Monday, March 8, 2010

Bruce Wood and Texas Dance Theatre


Texas Dance Theatre (TDT), a classically trained company with a contemporary flair, opened its first season on September 25, 2009 with a new work by celebrated Fort Worth choreographer Bruce Wood. The company was founded by TDT Artistic Director Wil McKnight.

Manny Mendoza caught up with Wood in September for a story about Texas Dance Theatre and the premiere of his A Prayer for Mary Catherine at Scott Theatre. He and TDT artistic director Wil McKnight met at the Sundance Square boot store where Wood works.

"He said he was a choreographer and was trying to start a dance company," Wood says. "The girl who he was with told him that I had had a dance company. I said we should talk, and that maybe I could give him some advice as to avoid making the same mistakes I had made. So we met some time later and it turned out that our professional backgrounds were similar, so it was easy to talk to him."

Here are excerpts from an email response to Mendoza's questions:

What experience did you bring to the conversation with Wil?

I know how hard it is to start something like a dance company, and I wished I would have had someone like me help me out. Because when I started my company, no one in the performing arts community was very supportive. Fort Worth is a very turf-protective kind of place, and everyone is seen as competition as opposed to colleagues. It's a different mindset here than had been my professional experience, as it was Wil's. I hadn't choreographed since I closed the company. I honestly couldn't get any work in the area. So when Wil and I talked, I told him that I could do a small piece for his company and that may help with getting some attention for his own work. I was just trying to help a fellow artist out. So after their initial premiere last spring, it worked out that I could do a small piece for the beginning of their new season.

Tell me about the new piece.

The new dance I am doing is called A Prayer for Mary Catherine.

The music is Patrick Doyle and Leonard Cohen. It's a very small dance in three sections. The dance came about because I was trying to find a vocabulary for the dance that seemed to fit the dancers in the company. I also noticed that the rest of the program was going to be contemporary in style and music, so I thought I would do something that would show off another side to the company, something feminine, lyrical and emotional. I also decided that I would do it on pointe, as opposed to my usual vocabulary of doing it either in bare feet or some other kind of shoes.

My work is based on feels and emotions. All of my dance vocabulary comes from that beginning. I never plan, and I never predetermine what a dance will be. I always start with some kind of emotional experience that I want to create and everything stems from that. With this dance, my friend Mary Catherine is a beautiful soul, and I have known her for a long time, so I thought it would be a sweet thing to make a dance for and about her. She has a feeling that she emanates while you are with her that is feminine, emotional and lyrical. I just kept that feeling in my head and body and heart as I choreographed. It's really that simple. That's how I choreograph. The piece is small and short, but I have learned after many years that once you have created whatever you wanted to accomplish in a dance, the dance needs to end. And for some reason this particular dance ended up being shorter than I initially thought, but there you go.

What have you and Wil talked about?

Wil and I have met several times, and he has asked a lot of questions about the dynamics of having a company. There is his personal aesthetic, the dancers, the money aspect, vision, the planning and all kinds of other things that go into to creating a company from nothing. It's a much larger task than one might think, and I have been there to answer any questions or concerns that he might have.

I believe that the more art out there the better it is for everyone. This idea that a community can only have one dance company, one opera company, etc., does all artists a disservice. It limits creativity as opposed to opening it up. When a single aesthetic is all there is, it is no better than dogma, and all of our bright and creative minds move to communities where aesthetic diversity is appreciated and even insisted on. We become better artists when we have other artists around us doing all kinds of different and interesting things. Serious dance has lost its way, and we need to encourage as many serious artists as we can to revive it and embolden it.

You will often hear that dance is hard to support, and the basic reason for that has been that in the past dance has not pushed itself. It has gotten comfortable in doing the same thing over and over, constantly underestimating its audience. (An example would be that there are probably over 25 different Nutcrackers around the area during Christmas, but the rest of the year tends to be dead empty for new and original work.) As a result, I believe the audience has gotten smaller. Then the resources get smaller, and then there comes the competition for a smaller pie. Then only the biggest survives. It becomes a vicious cycle.

As with my former company, and now with Wil's new company, he is trying to widen the audience for dance, and I am all for that. I will support anyone who is making a serious attempt to enlarge our dance repertory and consequently broaden our overall audience and the support that that garners. The only other person I know that is also making serious attempts to bring new and exciting things to the community is Charles Santos at TITAS. And I want to wish them both well, and will do all I can to support both of them.

1 comment:

  1. Bruce is a great choreographer. I can't wait to see his next work with Texas Dance Theatre. I'm also really excited to see how Texas Dance Theatre progresses in the DFW metroplex and exposes dance to new audiences throughout the United States.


▶ Aim of the task
The records below must be repeated exactly, but without their pictures.

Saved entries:
-----

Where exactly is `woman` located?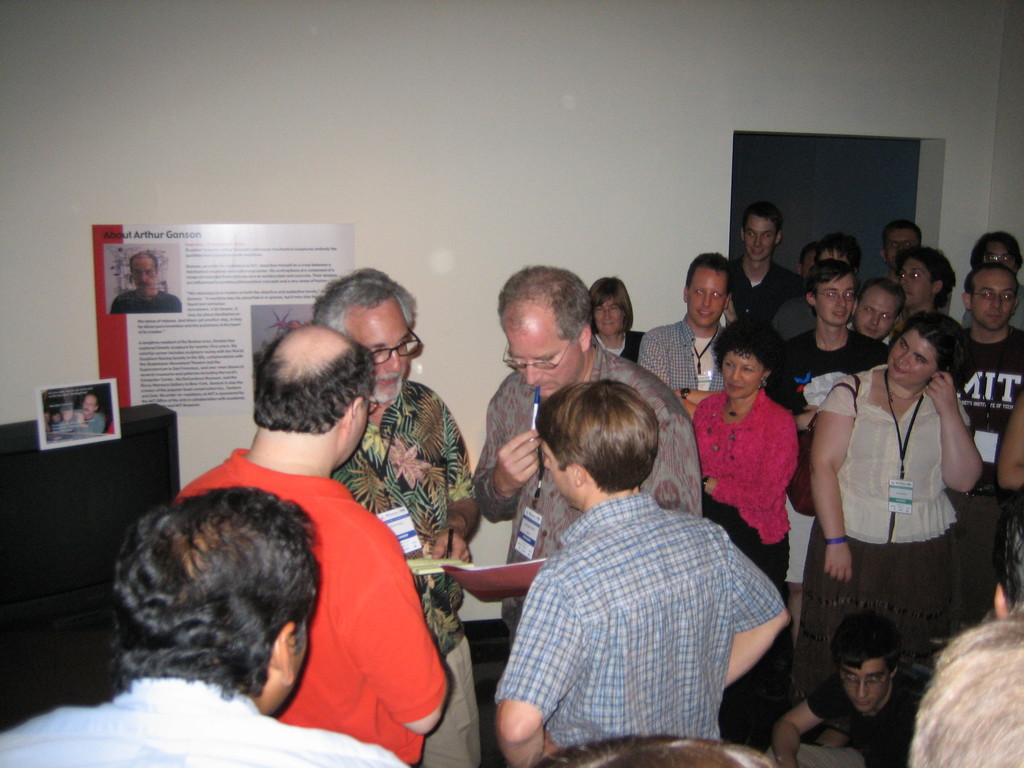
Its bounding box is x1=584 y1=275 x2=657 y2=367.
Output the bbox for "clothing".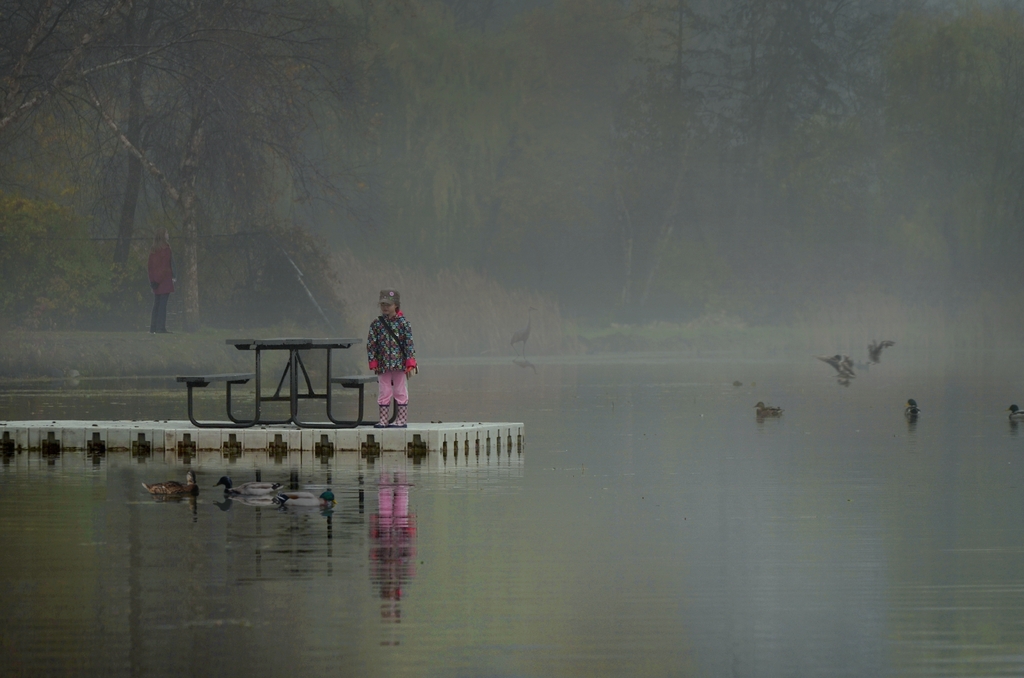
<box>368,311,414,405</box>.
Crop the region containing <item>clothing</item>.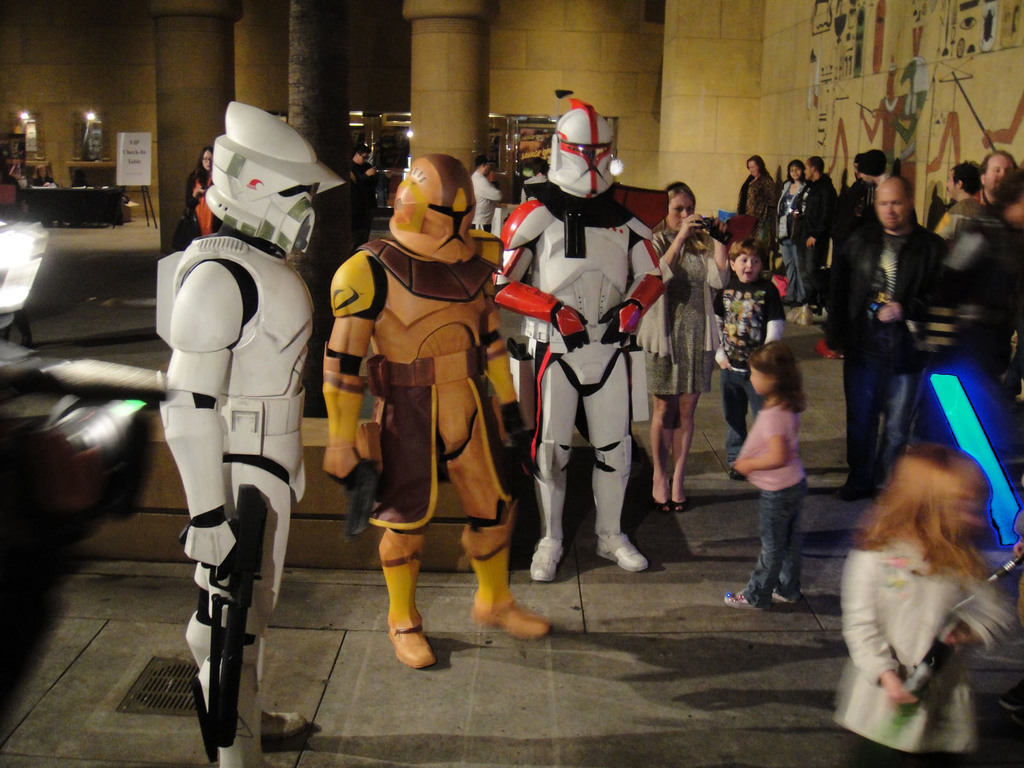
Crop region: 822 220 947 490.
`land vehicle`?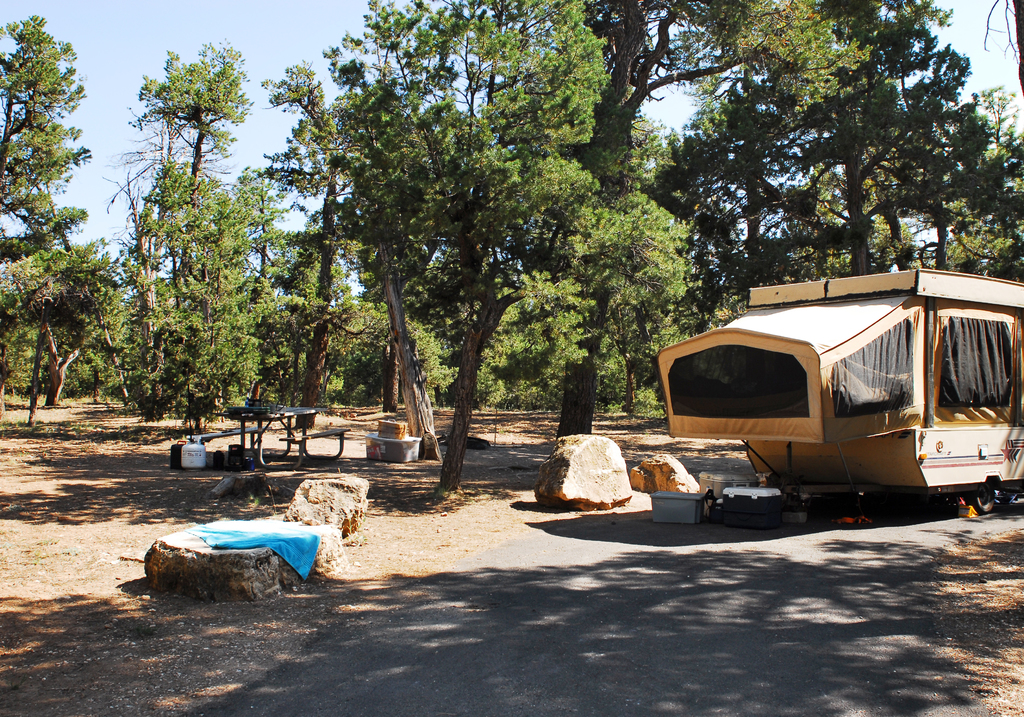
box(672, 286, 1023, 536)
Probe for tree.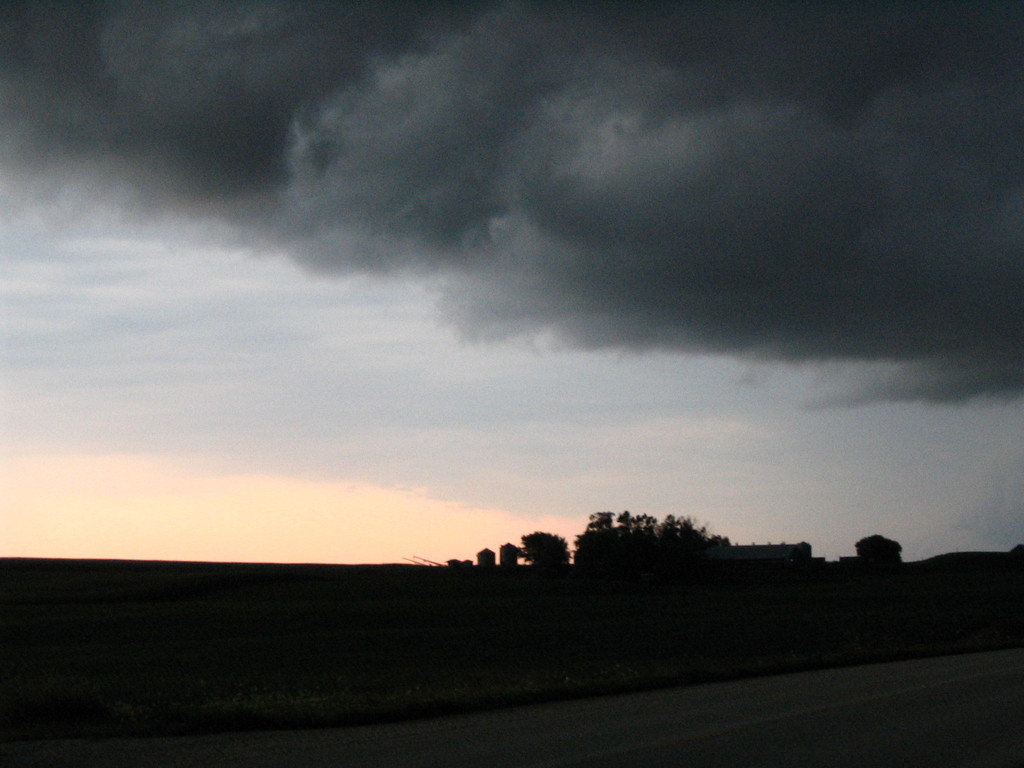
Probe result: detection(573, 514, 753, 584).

-----

▶ Exercise result
Where exactly is `woman` located?
Its bounding box is x1=584 y1=275 x2=657 y2=367.
Output the bbox for "clothing".
<box>368,311,414,405</box>.
Crop the region containing <item>clothing</item>.
Crop region: 822 220 947 490.
`land vehicle`?
box(672, 286, 1023, 536)
Probe for tree.
Probe result: detection(573, 514, 753, 584).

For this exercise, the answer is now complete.